34 To live and to die.


Yesterday we went to the lab for the nth time so that the tech might gather some of my mucky blood for analysis. My last trip to the lab was fine, but the results were incomplete. Apparently there was a problem with one of the samples that had to be shipped to Victoria so the results weren’t available to us. Samples requiring electrophoresis in their analysis are sent to Victoria. Apparently there have been some issues with the transport of samples. Maybe the samples coagulate on route, maybe they get lost. Who knows. All I know is that the results of these lab tests tell me how I’m doing and can give me confidence in asking the right questions of my oncology team. It’s okay this time because I just got a new set of tests. They’d better come back readable, that’s all I have to say about that. Hear me VIHA? Now, on to more important things.

I wrote this at the end of my blog post entitled Overdiagnosis? I promised to get back to it so here we go.

In my view, my destiny is to die. Like all other living things on this planet, living and dying are the same process and life depends on death for its continuation. No death, no life. I feel that in my very bones! That’s where my oncology team is doing battle with my own body to try to keep me alive a while longer. Of course, eventually whatever the oncology team will do won’t be enough and I’ll die.

So, how exactly does the body shut down as it’s dying? Cancer may very well be one (a very important one) of the mechanisms that is ‘natural’ in its role in having us die. Maybe cancer is not the pathological evil that it’s made out to be. What would happen if cancer did not exist? How would we die then? What does it mean to die of natural causes? How can we figure that out?…I think science and medicine have a lot to learn about us yet.

So, let me address one question at a time. Our bodies are ephemeral things, programmed to ‘die’, which means programmed to return them to the pool of raw material available to other organisms as they organize matter into various structures, themselves programmed to ‘die’. The body ‘shuts down’ in a number of ways depending on circumstance at the time of death. If you get shot in the heart, the process is quick, but immediately cells ‘know’ what’s going on and act accordingly. When my mother died, the nurse in the care home where she lived explained that staff can tell when a person is close to death by looking at their feet and legs. The weaker the heart gets, the less it can pump blood to the extremities. That means that the feet, then the legs show progressive signs of blood loss, losing colour and tone. Maybe that will happen to me. Whatever the circumstances, our bodies are prepared for the moment of death and ‘know’ what to do. Our minds are another thing. I’ll get back to the mind in my next blog post.

Cancer is as natural a process as muscle building. In my case, the likely culprit in triggering my myeloma is an oncology gene, not a factor exterior to my person like an environmental carcinogen, and my immune system was likely complicit in making sure myeloma spread to all of my bone marrow. My bone marrow, it seems, just got tired of producing marrow and started to produce myeloma protein instead, crowding out the cells that produce hemoglobin and other healthy blood cells. I really don’t think that that is a pathological process. Pathology implies that there’s something wrong with the body breaking down and dying. There isn’t. Dying is as natural to us as being born. The problem is that our big brains have a hard time letting go so they unleash our minds in a futile battle against entropy. Ultimately, they deny death itself. We’ll get back to that next post.

I think it’s reasonable to ask the questions I pose above: What would happen if cancer did not exist? How would we die then? What does it mean to die of natural causes? If cancer and other ‘deadly diseases’ didn’t exist we’d die from other causes. Simple as that. So, if medicine eventually ‘cures’ cancer or heart disease, or stroke, it will just have to move on to do battle with whatever other cause is determined to kill us. Scientific medicine is based on a pathology model so is organized to do battle with disease and death. That means that it assumes that there are normal ways to be a human and pathological ways. The idea is to ‘fix’ the pathological ways to bring the human back to ‘normality’. Unfortunately, there is no way to fix death, although there are a variety of ways of conceiving of death (but that’s the subject of my next blog post.). So what would happen if science gave up on the pathology model? It would have to study what is ‘normal’ human development, and not be fixated on correcting what “goes wrong”. It would have to cease thinking of disease and death as evil. Of course, evolutionary models are gaining in importance and they aren’t pathologically based. Furthermore, I’m sensing glimmers of the recognition of the weaknesses in the pathology model in the medical clinic, but pathology is a strong draw and won’t likely go into abeyance anytime soon as a favourite basic framework for the practice of medicine. I figure that until science and medicine face reality, the suffering sometimes caused by attempts to prolong life will have to be closely scrutinized along with the Hippocratic oath, and we won’t be able to deal with death as a natural part of life. So where does that leave me?

I can tell you that I’m not convinced that chemotherapy is the best course of action for me. Yes, it will likely allow me to live longer, but how long? And in the meantime, I get obsessed by my lab results and Carolyn and I reckon time by where I am in my chemo cycle and how that makes me feel. Not sure that’s such a good thing.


Work instructions =>
Using the records below, count the lines with "Market" in them. Give the number only.

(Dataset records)
....................

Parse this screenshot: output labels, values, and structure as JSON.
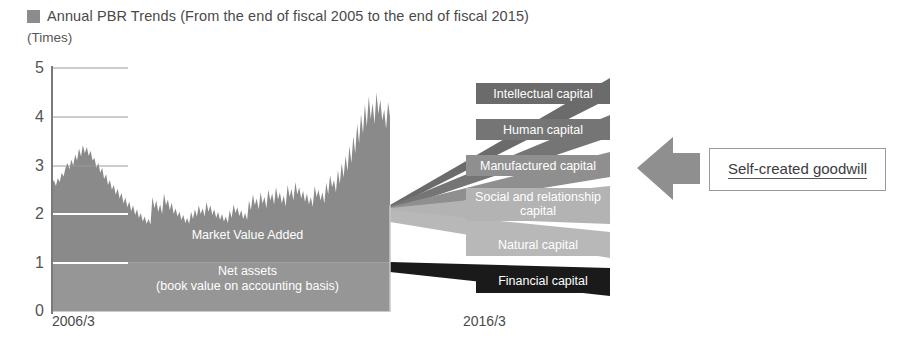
{
  "header": {
    "marker_icon": "square-marker-icon",
    "title": "Annual PBR Trends (From the end of fiscal 2005 to the end of fiscal 2015)",
    "unit_label": "(Times)"
  },
  "callout": {
    "text": "Self-created goodwill",
    "arrow_icon": "left-arrow-icon"
  },
  "chart_data": {
    "type": "area",
    "title": "Annual PBR Trends (From the end of fiscal 2005 to the end of fiscal 2015)",
    "xlabel": "",
    "ylabel": "(Times)",
    "ylim": [
      0,
      5
    ],
    "yticks": [
      0,
      1,
      2,
      3,
      4,
      5
    ],
    "ytick_labels": [
      "0",
      "1",
      "2",
      "3",
      "4",
      "5"
    ],
    "xticks": [
      "2006/3",
      "2016/3"
    ],
    "grid": true,
    "gridline_values": [
      1,
      2,
      3,
      4
    ],
    "legend_position": "in-chart",
    "bands": [
      {
        "name": "Net assets (book value on accounting basis)",
        "label": "Net assets",
        "sublabel": "(book value on accounting basis)",
        "from": 0,
        "to": 1,
        "color": "#969696"
      },
      {
        "name": "Market Value Added",
        "label": "Market Value Added",
        "from": 1,
        "to": "pbr_series",
        "color": "#8a8a8a"
      }
    ],
    "series": [
      {
        "name": "PBR",
        "values": [
          2.62,
          2.7,
          2.58,
          2.74,
          2.66,
          2.85,
          2.77,
          2.95,
          3.05,
          2.92,
          3.12,
          3.0,
          3.22,
          3.1,
          3.35,
          3.18,
          3.42,
          3.25,
          3.38,
          3.2,
          3.3,
          3.1,
          3.15,
          2.95,
          3.05,
          2.85,
          2.95,
          2.72,
          2.82,
          2.6,
          2.7,
          2.5,
          2.6,
          2.4,
          2.52,
          2.32,
          2.44,
          2.22,
          2.34,
          2.14,
          2.26,
          2.06,
          2.18,
          1.98,
          2.1,
          1.92,
          2.02,
          1.85,
          1.95,
          1.8,
          1.9,
          1.78,
          2.35,
          2.12,
          2.28,
          2.05,
          2.2,
          2.0,
          2.42,
          2.18,
          2.3,
          2.08,
          2.24,
          2.0,
          2.12,
          1.95,
          2.05,
          1.88,
          1.98,
          1.82,
          1.92,
          1.8,
          2.05,
          1.9,
          2.1,
          1.95,
          2.18,
          2.0,
          2.12,
          1.95,
          2.25,
          2.05,
          2.18,
          1.98,
          2.1,
          1.92,
          2.05,
          1.88,
          2.0,
          1.85,
          1.95,
          1.82,
          2.08,
          1.92,
          2.2,
          2.02,
          2.14,
          1.96,
          2.08,
          1.9,
          2.02,
          1.88,
          2.28,
          2.08,
          2.4,
          2.18,
          2.32,
          2.1,
          2.45,
          2.22,
          2.35,
          2.12,
          2.5,
          2.28,
          2.42,
          2.2,
          2.55,
          2.3,
          2.45,
          2.22,
          2.38,
          2.15,
          2.6,
          2.35,
          2.52,
          2.28,
          2.66,
          2.4,
          2.55,
          2.32,
          2.48,
          2.25,
          2.42,
          2.2,
          2.35,
          2.15,
          2.58,
          2.35,
          2.5,
          2.28,
          2.45,
          2.22,
          2.65,
          2.4,
          2.8,
          2.55,
          2.7,
          2.45,
          2.9,
          2.62,
          3.05,
          2.75,
          3.2,
          2.88,
          3.4,
          3.05,
          3.6,
          3.25,
          3.85,
          3.45,
          4.05,
          3.65,
          4.25,
          3.8,
          4.42,
          3.95,
          4.28,
          3.85,
          4.5,
          4.05,
          4.35,
          3.92,
          4.15,
          3.75,
          4.3,
          4.0
        ]
      }
    ],
    "capital_labels": [
      {
        "name": "Intellectual capital",
        "color": "#6b6b6b",
        "text_color": "#ffffff"
      },
      {
        "name": "Human capital",
        "color": "#757575",
        "text_color": "#ffffff"
      },
      {
        "name": "Manufactured capital",
        "color": "#8f8f8f",
        "text_color": "#ffffff"
      },
      {
        "name": "Social and relationship capital",
        "color": "#b3b3b3",
        "text_color": "#ffffff"
      },
      {
        "name": "Natural capital",
        "color": "#b8b8b8",
        "text_color": "#ffffff"
      },
      {
        "name": "Financial capital",
        "color": "#1a1a1a",
        "text_color": "#ffffff"
      }
    ]
  }
}
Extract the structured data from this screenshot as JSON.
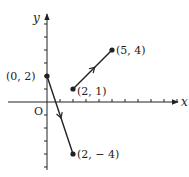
{
  "diagram": {
    "type": "coordinate-plane",
    "axes": {
      "x_label": "x",
      "y_label": "y",
      "origin_label": "O"
    },
    "origin_px": [
      47,
      102
    ],
    "unit_px": 13,
    "x_ticks": [
      1,
      2,
      3,
      4,
      5,
      6,
      7,
      8,
      9,
      10
    ],
    "y_ticks": [
      -5,
      -4,
      -3,
      -2,
      -1,
      1,
      2,
      3,
      4,
      5,
      6
    ],
    "segments": [
      {
        "from": [
          0,
          2
        ],
        "to": [
          2,
          -4
        ],
        "from_label": "(0, 2)",
        "to_label": "(2, − 4)"
      },
      {
        "from": [
          2,
          1
        ],
        "to": [
          5,
          4
        ],
        "from_label": "(2, 1)",
        "to_label": "(5, 4)"
      }
    ],
    "color": "#222222"
  }
}
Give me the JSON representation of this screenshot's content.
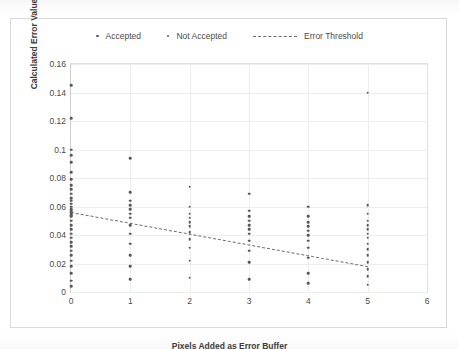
{
  "legend": {
    "items": [
      {
        "label": "Accepted",
        "marker": "dot",
        "color": "#585858"
      },
      {
        "label": "Not Accepted",
        "marker": "dot",
        "color": "#6e6e6e"
      },
      {
        "label": "Error Threshold",
        "marker": "dashed-line",
        "color": "#6f6f6f"
      }
    ]
  },
  "chart_data": {
    "type": "scatter",
    "title": "",
    "xlabel": "Pixels Added as Error Buffer",
    "ylabel": "Calculated Error Value",
    "xlim": [
      0,
      6
    ],
    "ylim": [
      0,
      0.16
    ],
    "xticks": [
      "0",
      "1",
      "2",
      "3",
      "4",
      "5",
      "6"
    ],
    "yticks": [
      "0",
      "0.02",
      "0.04",
      "0.06",
      "0.08",
      "0.1",
      "0.12",
      "0.14",
      "0.16"
    ],
    "grid": true,
    "legend_position": "top",
    "series": [
      {
        "name": "Accepted",
        "color": "#585858",
        "points": [
          [
            0,
            0.145
          ],
          [
            0,
            0.122
          ],
          [
            0,
            0.1
          ],
          [
            0,
            0.096
          ],
          [
            0,
            0.091
          ],
          [
            0,
            0.084
          ],
          [
            0,
            0.079
          ],
          [
            0,
            0.075
          ],
          [
            0,
            0.072
          ],
          [
            0,
            0.069
          ],
          [
            0,
            0.066
          ],
          [
            0,
            0.064
          ],
          [
            0,
            0.062
          ],
          [
            0,
            0.06
          ],
          [
            0,
            0.058
          ],
          [
            0,
            0.057
          ],
          [
            0,
            0.056
          ],
          [
            0,
            0.055
          ],
          [
            0,
            0.054
          ],
          [
            0,
            0.053
          ],
          [
            0,
            0.05
          ],
          [
            0,
            0.047
          ],
          [
            0,
            0.044
          ],
          [
            0,
            0.041
          ],
          [
            0,
            0.038
          ],
          [
            0,
            0.035
          ],
          [
            0,
            0.032
          ],
          [
            0,
            0.029
          ],
          [
            0,
            0.026
          ],
          [
            0,
            0.022
          ],
          [
            0,
            0.018
          ],
          [
            0,
            0.013
          ],
          [
            0,
            0.008
          ],
          [
            0,
            0.004
          ],
          [
            1,
            0.094
          ],
          [
            1,
            0.07
          ],
          [
            1,
            0.064
          ],
          [
            1,
            0.061
          ],
          [
            1,
            0.058
          ],
          [
            1,
            0.055
          ],
          [
            1,
            0.052
          ],
          [
            1,
            0.047
          ],
          [
            1,
            0.041
          ],
          [
            1,
            0.034
          ],
          [
            1,
            0.026
          ],
          [
            1,
            0.018
          ],
          [
            1,
            0.009
          ],
          [
            2,
            0.074
          ],
          [
            2,
            0.06
          ],
          [
            2,
            0.055
          ],
          [
            2,
            0.052
          ],
          [
            2,
            0.049
          ],
          [
            2,
            0.046
          ],
          [
            2,
            0.042
          ],
          [
            2,
            0.037
          ],
          [
            2,
            0.031
          ],
          [
            2,
            0.022
          ],
          [
            2,
            0.01
          ],
          [
            3,
            0.069
          ],
          [
            3,
            0.057
          ],
          [
            3,
            0.053
          ],
          [
            3,
            0.05
          ],
          [
            3,
            0.047
          ],
          [
            3,
            0.044
          ],
          [
            3,
            0.041
          ],
          [
            3,
            0.036
          ],
          [
            3,
            0.029
          ],
          [
            3,
            0.021
          ],
          [
            3,
            0.009
          ],
          [
            4,
            0.06
          ],
          [
            4,
            0.053
          ],
          [
            4,
            0.049
          ],
          [
            4,
            0.046
          ],
          [
            4,
            0.043
          ],
          [
            4,
            0.04
          ],
          [
            4,
            0.036
          ],
          [
            4,
            0.031
          ],
          [
            4,
            0.024
          ],
          [
            4,
            0.013
          ],
          [
            4,
            0.006
          ],
          [
            5,
            0.14
          ],
          [
            5,
            0.061
          ],
          [
            5,
            0.055
          ],
          [
            5,
            0.05
          ],
          [
            5,
            0.047
          ],
          [
            5,
            0.044
          ],
          [
            5,
            0.041
          ],
          [
            5,
            0.038
          ],
          [
            5,
            0.034
          ],
          [
            5,
            0.03
          ],
          [
            5,
            0.026
          ],
          [
            5,
            0.021
          ],
          [
            5,
            0.016
          ],
          [
            5,
            0.011
          ],
          [
            5,
            0.005
          ]
        ]
      }
    ],
    "threshold_line": {
      "name": "Error Threshold",
      "style": "dashed",
      "color": "#6f6f6f",
      "x": [
        0,
        5
      ],
      "y": [
        0.056,
        0.018
      ]
    }
  }
}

....................

Finished task =>
2